The FCA confirmed it will review a 14 April 2026 letter from Lib Dem deputy leader Daisy Cooper requesting a formal investigation. No investigation has been formally announced.Source: CoinTelegraph
How is Stack BTC different from the Reform UK Radom Pay crypto scandal?
Stack BTC involves Farage's personal stake and potential market abuse under financial services law (FCA jurisdiction). Radom Pay is a Polish donation processor involving Reform UK's party finances under electoral law (Electoral Commission jurisdiction).Source: Lowdown

Background

Stack BTC is a UK Cryptocurrency investment platform that became a political issue in April 2026 when Liberal Democrat deputy leader Daisy Cooper wrote to FCA chief executive Nikhil Rathi requesting an investigation into Nigel Farage's involvement with the firm. The complaint alleges that Farage held a £215,000 personal stake worth roughly 6% of the company while appearing in promotional material claiming a £2m bitcoin purchase on the firm's behalf, a potential conflict of interest and market abuse under the Financial Services and Markets Act. The FCA confirmed it would review the letter.
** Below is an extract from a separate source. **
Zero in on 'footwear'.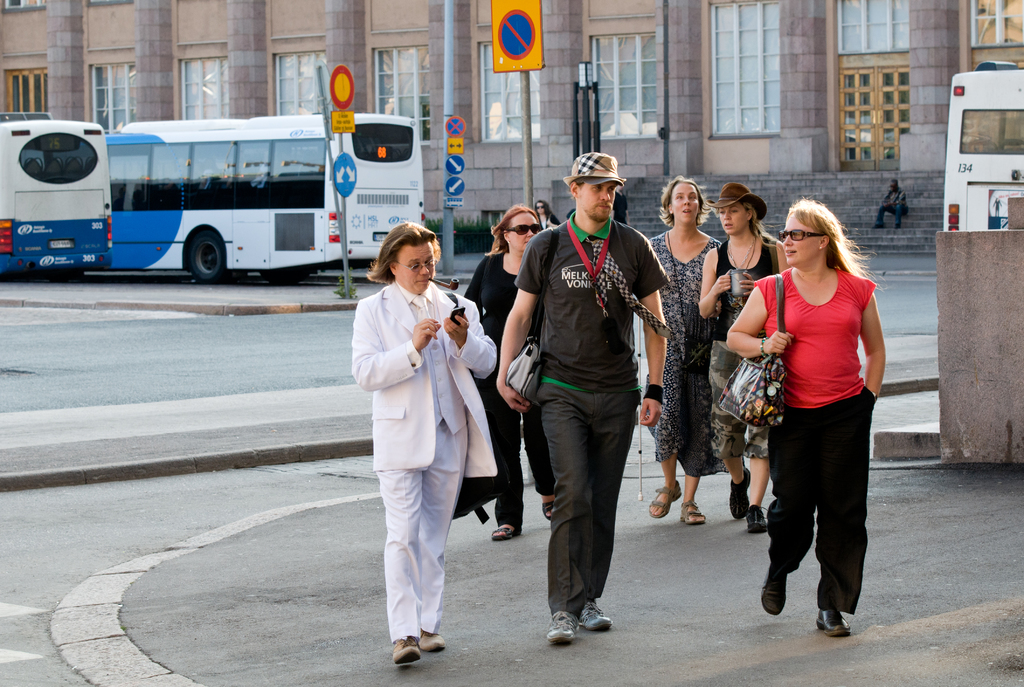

The Stack BTC complaint opens a second Cryptocurrency regulatory front separate from the Electoral Commission's investigation into Reform UK's party donation payments via Radom Pay, a Polish crypto processor. The Electoral Commission's concern is party finance law; the FCA's potential concern is personal market conduct under financial services regulation. Stack BTC is a UK-registered company and falls within the FCA's jurisdiction, unlike Radom Pay, which operates from Poland.

Spotlight on Corruption, an anti-corruption research NGO, identified three enforcement gaps in the UK crypto donations regime on 1 April 2026, including the difficulty of tracking crypto-to-fiat conversions and direct personal donations to MPs. The Stack BTC case adds a personal market conduct dimension to the existing party finance questions.